"If," still tremulously, "if I could do anything for your mother—visit her——"

She broke down entirely. In Mr. Wyndham's face there was nothing but cold surprise.

"You are very good," he said, "but you can do nothing."

He bowed and left the room. And Olive, humbled, repulsed, mortified to death, hating, for the moment, herself and him and all the world, flung herself upon a sofa, and wept such a scalding rush of tears, as only those proud, sensitive hearts can ever shed. They might have been tears of blood, so torn and wounded was the poor heart from whence they sprang; and when they dried, and she rose up, they had left her like a stone.

Between Nathalie Marsh's ghost and Mr. Wyndham's mad mother, Speckport was kept so busy talking, it had scarcely time to canvas the movement, when Captain George Cavendish announced his intention of selling out and going home. Mr. Blake was the only one, with the exception of some milk-and-water young ladies who were in love with the dashing Englisher, whom the announcement bothered; and it was not for the captain's sake, but for poor lost Cherrie's. Where was Cherrie? Val had vowed a vow to find her out, but this turn of affairs knocked all his plans in the head.

"If he does go," said Val to himself, "I'll send him off with a flea in his ear! I must find Cherrie, or Charley Marsh will be an exile forever!"

"But how?" Mr. Blake was at his wit's end thinking the matter over, and trying to hit on some plan. He was still thinking about it, when he sallied off to the post-office for his papers and letters, and encountered Mr. Johnston, the captain's man, coming out with a handful of letters. He was sorting them as he walked, and never noticed that he dropped one as he passed Mr. Blake. Val picked it up to return it, glancing carelessly at the superscription as he did so. His glance was magical—a red flush crimsoned his sallow face, and he turned it over to look at the postmark. Then he saw Mr. Johnston had missed it, and was turning round—he dropped it again, and walked on, and the captain's valet pounced upon it and walked off.

Blake strode straight to his boarding-house, informed Mr. Blair sudden business required him to go up the country for a week or so, scrawled off a note to his foreman, flung a few things into a valise, and started for the cars. He was just in time to take a through ticket to S——, before the evening train started, and was whirled off in the amber haze of a brilliant September sunset.

It was past midnight when the train reached the terminus, but Mr. Blake was not going to stop at S——. The steamer which started at eight next morning for Charlottetown, Prince Edward's Island, lay at the wharf, and Mr. Blake went on board immediately, and turned in. When the boat started next morning, he was strolling about the deck, smoking a pipe and watching the passengers come on board. There were not many, and he knew none of them, which was just what he wanted. It was a long, delightful day on the Gulf; and in the yellow glory of another sunset, Mr. Blake landed in Charlottetown, and, valise in hand, sauntered up to one of the principal hotels.

Mr. Blake took his tea, and then set off for a ramble through the town. A quiet town, with grass-grown red-clay streets, and only a few stragglers abroad. A beautiful town, with a few quiet shops, and a drowsiness pervading the air, and a general stillness and torpor pervading everywhere. Val retired early; but he arose early also, and was out with his hands in his pocket and a cigar in his mouth, wandering about again, staring at the Government House and the Colonial Buildings, and the fly-specked books in the stationers' shops, and the deserted drygoods'-stores, and going into the cathedral where morning-service was going on, and contemplating the pretty nuns of Notre Dame reading their missals with devoutly downcast eyes, in their pew. He was out again the moment he had swallowed his breakfast and made a few inquiries of the clerk, traversing the town-streets once more. These inquiries of his were concerning a lady, a young lady, he told the polite clerk, a friend of his whom he was most anxious to find out, but whose precise residence he was ignorant of. He was pretty certain she was in Charlottetown, but he could not exactly tell where. Perhaps the clerk had seen her—a black-eyed young lady with black curls and red cheeks, and not tall? No!—the clerk did not remember; he had seen a good many black-eyed young ladies in his time, but he did not know that he had seen this particular one. Mr. Blake pursued these inquiries in other places, chiefly in dry goods' or milliners' stores, and in one of these latter, the lady in attendance informed him that she knew such a person, a young lady, a Miss Smith, she believed, who used to shop there, and generally walked by every afternoon.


(Try it)
A single stretch of the material below is to be transcribed exactly, starting at the line with "Identify the location" and ending after the line with "Task: Click on the a: Recipe videos".

(Study material)
»»
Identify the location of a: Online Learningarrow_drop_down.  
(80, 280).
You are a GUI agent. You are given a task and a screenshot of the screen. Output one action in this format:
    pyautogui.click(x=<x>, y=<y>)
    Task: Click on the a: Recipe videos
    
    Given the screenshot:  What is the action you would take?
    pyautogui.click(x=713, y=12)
««
»»
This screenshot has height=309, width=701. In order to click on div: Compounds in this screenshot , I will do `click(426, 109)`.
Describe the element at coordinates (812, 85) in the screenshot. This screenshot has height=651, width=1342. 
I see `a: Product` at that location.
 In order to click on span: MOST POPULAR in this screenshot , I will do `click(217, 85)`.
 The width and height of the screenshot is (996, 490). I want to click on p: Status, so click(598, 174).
««
»»
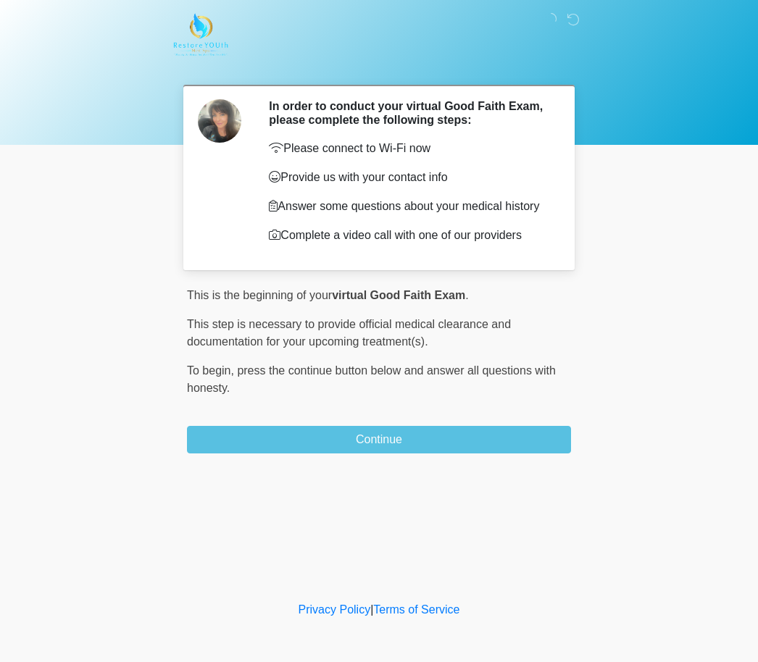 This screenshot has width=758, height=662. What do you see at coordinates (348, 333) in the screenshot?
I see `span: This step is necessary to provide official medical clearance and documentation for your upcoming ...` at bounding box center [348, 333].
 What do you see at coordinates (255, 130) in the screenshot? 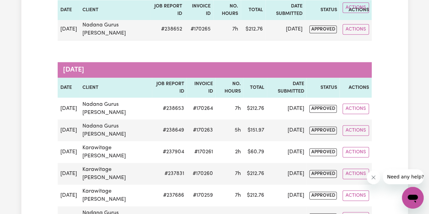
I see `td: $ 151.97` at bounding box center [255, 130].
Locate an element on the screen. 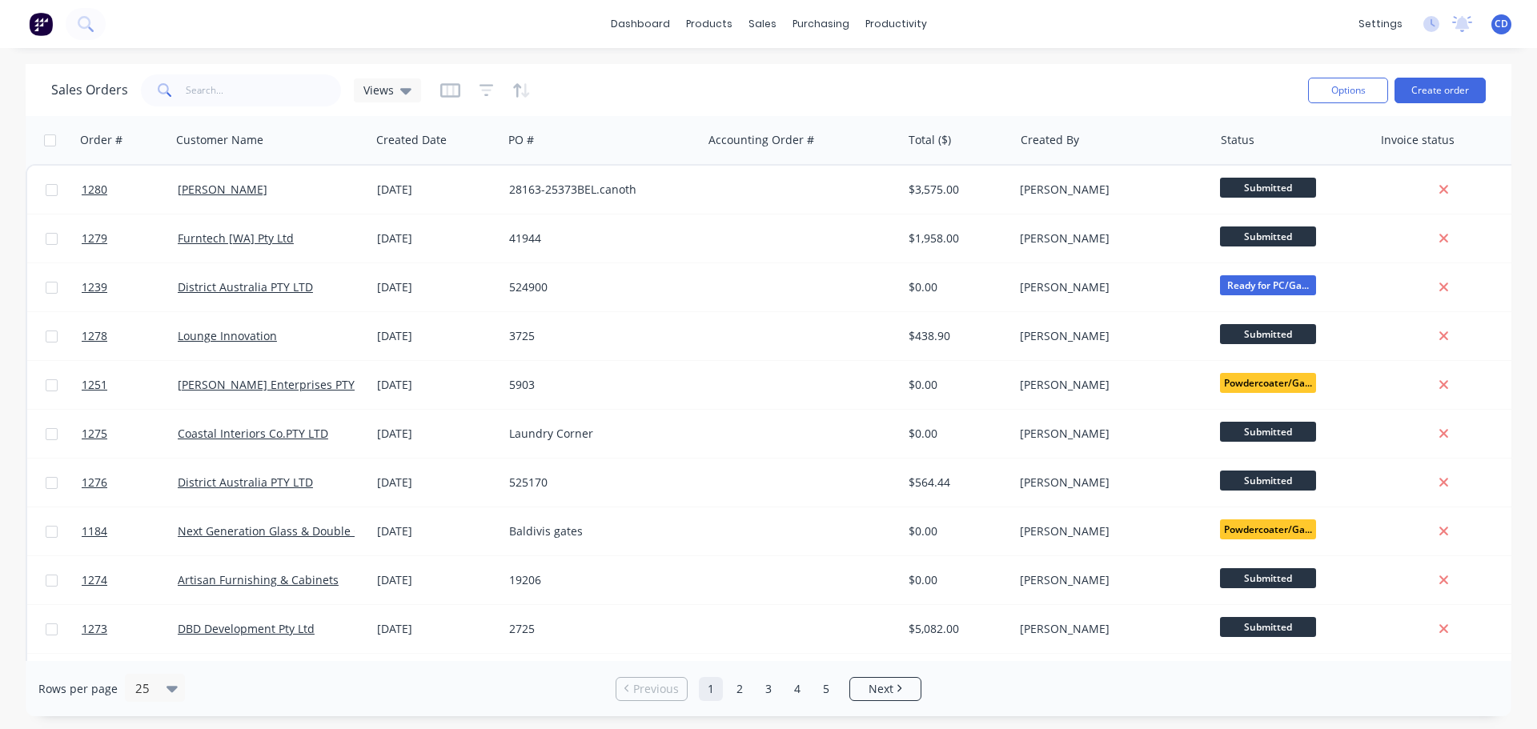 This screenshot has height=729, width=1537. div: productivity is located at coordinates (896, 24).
««
(Finished task)
Identify the location of a: Online Learningarrow_drop_down.  
(80, 280).
You are a GUI agent. You are given a task and a screenshot of the screen. Output one action in this format:
    pyautogui.click(x=<x>, y=<y>)
    Task: Click on the a: Recipe videos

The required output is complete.